This week’s Essential Research shows no real change on voting intention, with the Coalition still leading 56-44 from primary votes of 32% for Labor (down one), 49% for the Coalition (steady) and 10% for the Greens (steady). Also featured are Essential’s monthly personal ratings, which likewise show little shift. Julia Gillard is down a point on both approval and disapproval, to 31% and 57%. Tony Abbott is respectively up one to 36% and down two to 51%, and his lead as preferred prime minister is up from 38-37 to 38-36 (I guess not too many people heard this then). A question on same-sex marriage finds 54% supportive and 33% opposed, respectively steady and down two on a year ago.

Preselection snippets:

Phillip Coorey of the Sydney Morning Herald reports Gary “Angry” Anderson will seek Nationals preselection in Gilmore, the southern New South Wales seat which will be vacated at the election by the retirement of Liberal member Joanna Gash.

• In the neighbouring seat of Hume, where Liberal member Alby Schultz is retiring, Coorey further reports that state upper house MP Niall Blair is a further possibility as Nationals candidate, together with presumed front-runners Senator Fiona Nash and state government minister Katrina Hodgkinson. Leslie White of the Weekly Times recently reported both Nationals and Liberal internal polling had the Liberals ahead in the seat, but the Nationals remained confident they could win with Nash or Hodgkinson running.

The Australian reports Matt Adamson, former Canberra, Penrith and national rugby league player, has been sounded out by the Liberals to run against Rob Oakeshott in Lyne. The Nationals have already endorsed David Gillespie, a local doctor who was best man at Tony Abbott’s wedding.

• The Victorian ALP has taken care of a whole bunch of preselection business, re-endorsing all sitting members and confirming Slater & Gordon lawyer Andrew Giles to succeed Harry Jenkins in Scullin, and United Voice official Lisa Chesters to succeed Steve Gibbons in Bendigo. The preselection for Melbourne will be held on August 26, with 2010 candidate Cath Bowtell considered the front-runner but Harvey Stern, president of Labor for Refugees Victoria, is also in the field.

• John Hogg, Queensland Labor Senator since 1996 and the chamber’s current President, has announced he will not re-contest the next election. Michael McKenna of The Australian reports Shop, Distributive and Allied Employees Union state secretary Chris Ketter is “among the frontrunners” to replace him as a Labor Senate candidate – remembering that Labor won three Senate seats in Queensland in 2007, and the party fears it may only win one next year.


▶ **Requirement**: Go over the lines below, and when one contains the word "this", copy it.

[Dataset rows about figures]
● ● ● ● ● ● ●
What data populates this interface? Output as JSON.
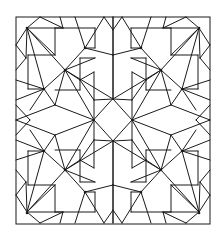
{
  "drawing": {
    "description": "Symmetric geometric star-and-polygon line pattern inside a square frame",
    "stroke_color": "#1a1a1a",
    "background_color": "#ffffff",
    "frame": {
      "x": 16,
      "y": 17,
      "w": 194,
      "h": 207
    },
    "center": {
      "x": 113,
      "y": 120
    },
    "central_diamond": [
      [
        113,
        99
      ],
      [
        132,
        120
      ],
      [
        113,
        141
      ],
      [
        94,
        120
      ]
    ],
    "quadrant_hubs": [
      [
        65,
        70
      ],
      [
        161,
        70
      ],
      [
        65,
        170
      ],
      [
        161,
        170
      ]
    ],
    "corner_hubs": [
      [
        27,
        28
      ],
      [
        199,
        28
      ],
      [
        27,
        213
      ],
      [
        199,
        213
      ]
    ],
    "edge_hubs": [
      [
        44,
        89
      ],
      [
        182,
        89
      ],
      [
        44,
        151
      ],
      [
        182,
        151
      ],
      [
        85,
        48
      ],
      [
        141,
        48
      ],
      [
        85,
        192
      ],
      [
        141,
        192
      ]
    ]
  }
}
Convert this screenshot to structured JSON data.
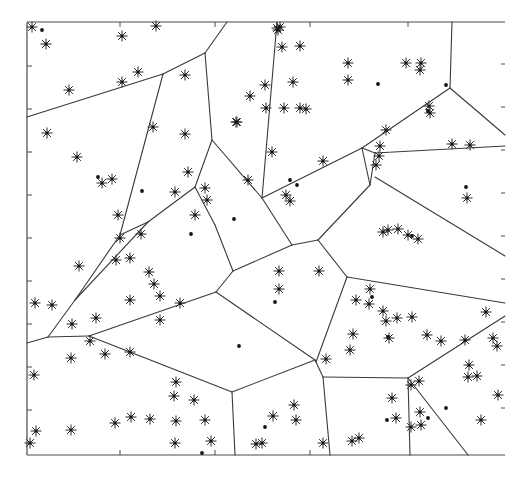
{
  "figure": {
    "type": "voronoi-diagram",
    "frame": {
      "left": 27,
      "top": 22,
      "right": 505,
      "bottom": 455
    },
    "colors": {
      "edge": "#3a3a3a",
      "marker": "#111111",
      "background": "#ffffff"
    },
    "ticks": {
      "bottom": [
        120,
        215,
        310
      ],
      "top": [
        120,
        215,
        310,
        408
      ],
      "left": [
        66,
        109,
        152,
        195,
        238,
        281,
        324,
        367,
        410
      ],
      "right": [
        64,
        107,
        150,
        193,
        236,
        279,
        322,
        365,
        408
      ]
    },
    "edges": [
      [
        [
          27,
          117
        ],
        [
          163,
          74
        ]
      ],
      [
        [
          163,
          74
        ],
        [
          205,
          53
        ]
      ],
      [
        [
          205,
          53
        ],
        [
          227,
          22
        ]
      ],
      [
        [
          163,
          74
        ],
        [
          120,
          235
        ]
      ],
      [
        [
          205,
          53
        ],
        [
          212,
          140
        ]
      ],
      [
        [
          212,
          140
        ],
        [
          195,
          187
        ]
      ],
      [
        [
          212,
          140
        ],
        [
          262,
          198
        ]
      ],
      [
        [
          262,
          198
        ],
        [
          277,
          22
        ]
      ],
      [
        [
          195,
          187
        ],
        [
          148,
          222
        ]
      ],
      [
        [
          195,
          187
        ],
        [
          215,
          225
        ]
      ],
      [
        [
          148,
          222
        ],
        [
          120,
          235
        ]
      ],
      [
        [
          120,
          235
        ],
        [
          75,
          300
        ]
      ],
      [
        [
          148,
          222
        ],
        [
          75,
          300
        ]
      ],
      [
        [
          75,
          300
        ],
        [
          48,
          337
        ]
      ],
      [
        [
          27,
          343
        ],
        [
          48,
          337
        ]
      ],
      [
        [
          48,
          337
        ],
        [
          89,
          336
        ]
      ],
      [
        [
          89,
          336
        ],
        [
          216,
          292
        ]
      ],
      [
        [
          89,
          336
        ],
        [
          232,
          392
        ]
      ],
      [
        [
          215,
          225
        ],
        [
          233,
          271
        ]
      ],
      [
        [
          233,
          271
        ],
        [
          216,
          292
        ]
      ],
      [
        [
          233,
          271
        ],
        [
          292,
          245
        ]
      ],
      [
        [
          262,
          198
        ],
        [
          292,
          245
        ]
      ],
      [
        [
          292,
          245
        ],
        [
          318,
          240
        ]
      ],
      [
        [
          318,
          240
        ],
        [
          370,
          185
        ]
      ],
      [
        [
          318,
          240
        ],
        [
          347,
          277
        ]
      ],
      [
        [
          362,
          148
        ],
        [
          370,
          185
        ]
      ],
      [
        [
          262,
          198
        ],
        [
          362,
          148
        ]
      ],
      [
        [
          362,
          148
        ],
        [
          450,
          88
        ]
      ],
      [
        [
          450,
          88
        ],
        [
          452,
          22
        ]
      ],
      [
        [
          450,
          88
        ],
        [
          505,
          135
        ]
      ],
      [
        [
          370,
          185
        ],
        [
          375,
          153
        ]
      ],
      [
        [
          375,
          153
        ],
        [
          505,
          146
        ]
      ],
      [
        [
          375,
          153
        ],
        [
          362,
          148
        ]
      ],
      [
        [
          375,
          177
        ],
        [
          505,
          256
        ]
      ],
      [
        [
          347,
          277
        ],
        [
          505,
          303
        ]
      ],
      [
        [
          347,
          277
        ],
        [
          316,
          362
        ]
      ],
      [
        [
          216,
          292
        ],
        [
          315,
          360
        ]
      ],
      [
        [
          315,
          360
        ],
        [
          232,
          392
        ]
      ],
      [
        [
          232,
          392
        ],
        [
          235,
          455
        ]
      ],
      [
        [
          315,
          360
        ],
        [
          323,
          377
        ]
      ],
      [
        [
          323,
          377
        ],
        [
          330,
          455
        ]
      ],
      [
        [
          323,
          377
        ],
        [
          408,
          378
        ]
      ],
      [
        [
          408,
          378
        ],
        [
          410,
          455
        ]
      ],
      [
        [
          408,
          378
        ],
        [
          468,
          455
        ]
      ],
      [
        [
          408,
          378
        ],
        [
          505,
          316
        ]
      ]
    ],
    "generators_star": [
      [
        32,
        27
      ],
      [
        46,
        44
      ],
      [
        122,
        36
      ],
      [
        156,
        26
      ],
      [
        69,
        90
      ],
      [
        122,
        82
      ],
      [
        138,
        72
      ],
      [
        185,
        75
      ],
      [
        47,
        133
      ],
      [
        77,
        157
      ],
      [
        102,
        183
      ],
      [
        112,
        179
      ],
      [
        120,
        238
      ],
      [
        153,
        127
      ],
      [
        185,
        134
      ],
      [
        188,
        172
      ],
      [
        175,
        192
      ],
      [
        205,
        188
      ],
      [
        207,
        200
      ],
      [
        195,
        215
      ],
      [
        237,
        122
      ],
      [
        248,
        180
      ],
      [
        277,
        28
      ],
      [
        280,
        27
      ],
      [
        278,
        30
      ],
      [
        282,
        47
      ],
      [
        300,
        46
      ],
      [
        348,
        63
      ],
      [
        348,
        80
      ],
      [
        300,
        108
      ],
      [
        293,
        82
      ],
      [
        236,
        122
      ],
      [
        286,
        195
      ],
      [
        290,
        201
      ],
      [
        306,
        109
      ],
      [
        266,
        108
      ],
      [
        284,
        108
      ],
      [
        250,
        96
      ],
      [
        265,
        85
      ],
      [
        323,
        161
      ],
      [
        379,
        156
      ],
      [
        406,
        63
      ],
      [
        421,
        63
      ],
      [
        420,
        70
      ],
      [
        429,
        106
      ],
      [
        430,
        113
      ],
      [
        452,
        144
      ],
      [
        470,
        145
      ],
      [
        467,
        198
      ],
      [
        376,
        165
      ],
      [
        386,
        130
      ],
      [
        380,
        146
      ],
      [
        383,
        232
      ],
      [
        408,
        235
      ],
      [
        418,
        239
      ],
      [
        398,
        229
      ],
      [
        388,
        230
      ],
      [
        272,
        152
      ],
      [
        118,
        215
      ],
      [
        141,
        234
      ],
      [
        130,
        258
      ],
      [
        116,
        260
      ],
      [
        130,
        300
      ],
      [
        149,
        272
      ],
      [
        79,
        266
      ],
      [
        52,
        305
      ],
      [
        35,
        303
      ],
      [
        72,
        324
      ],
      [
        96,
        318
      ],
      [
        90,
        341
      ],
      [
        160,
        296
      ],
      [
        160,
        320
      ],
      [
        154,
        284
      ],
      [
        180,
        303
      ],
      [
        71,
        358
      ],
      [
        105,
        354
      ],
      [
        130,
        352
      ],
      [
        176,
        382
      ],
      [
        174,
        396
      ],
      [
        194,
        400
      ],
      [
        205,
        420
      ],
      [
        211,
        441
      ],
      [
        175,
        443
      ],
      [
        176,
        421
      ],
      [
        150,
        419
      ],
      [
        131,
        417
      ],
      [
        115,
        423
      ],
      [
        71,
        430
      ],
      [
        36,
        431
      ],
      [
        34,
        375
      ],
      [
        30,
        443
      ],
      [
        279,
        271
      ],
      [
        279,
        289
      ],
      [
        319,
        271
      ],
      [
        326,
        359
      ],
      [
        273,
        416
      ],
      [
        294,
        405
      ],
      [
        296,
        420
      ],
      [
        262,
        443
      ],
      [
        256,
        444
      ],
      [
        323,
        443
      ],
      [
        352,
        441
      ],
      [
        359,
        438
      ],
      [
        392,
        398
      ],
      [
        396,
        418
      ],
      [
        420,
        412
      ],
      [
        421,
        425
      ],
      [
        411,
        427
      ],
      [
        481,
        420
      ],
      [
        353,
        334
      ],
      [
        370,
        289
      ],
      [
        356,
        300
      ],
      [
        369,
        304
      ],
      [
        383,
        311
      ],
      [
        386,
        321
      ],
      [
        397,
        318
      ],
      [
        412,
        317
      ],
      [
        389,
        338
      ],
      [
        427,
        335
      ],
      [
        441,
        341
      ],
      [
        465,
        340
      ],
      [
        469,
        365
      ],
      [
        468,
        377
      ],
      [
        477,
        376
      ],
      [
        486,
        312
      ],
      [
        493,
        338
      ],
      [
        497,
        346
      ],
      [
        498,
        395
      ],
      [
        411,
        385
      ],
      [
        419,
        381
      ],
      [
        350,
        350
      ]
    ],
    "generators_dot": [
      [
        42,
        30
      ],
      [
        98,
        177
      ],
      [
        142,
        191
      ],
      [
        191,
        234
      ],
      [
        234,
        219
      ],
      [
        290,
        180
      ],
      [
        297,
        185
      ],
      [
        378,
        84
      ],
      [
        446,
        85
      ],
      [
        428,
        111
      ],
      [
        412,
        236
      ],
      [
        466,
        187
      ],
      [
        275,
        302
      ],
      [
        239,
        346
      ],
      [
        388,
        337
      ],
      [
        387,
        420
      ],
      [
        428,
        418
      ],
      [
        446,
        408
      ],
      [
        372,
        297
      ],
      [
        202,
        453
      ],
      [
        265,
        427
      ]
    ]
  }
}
● ● ● ● ● ● ●
▶ **Solution**:
What data populates this interface? Output as JSON.
Convert this screenshot to structured JSON data.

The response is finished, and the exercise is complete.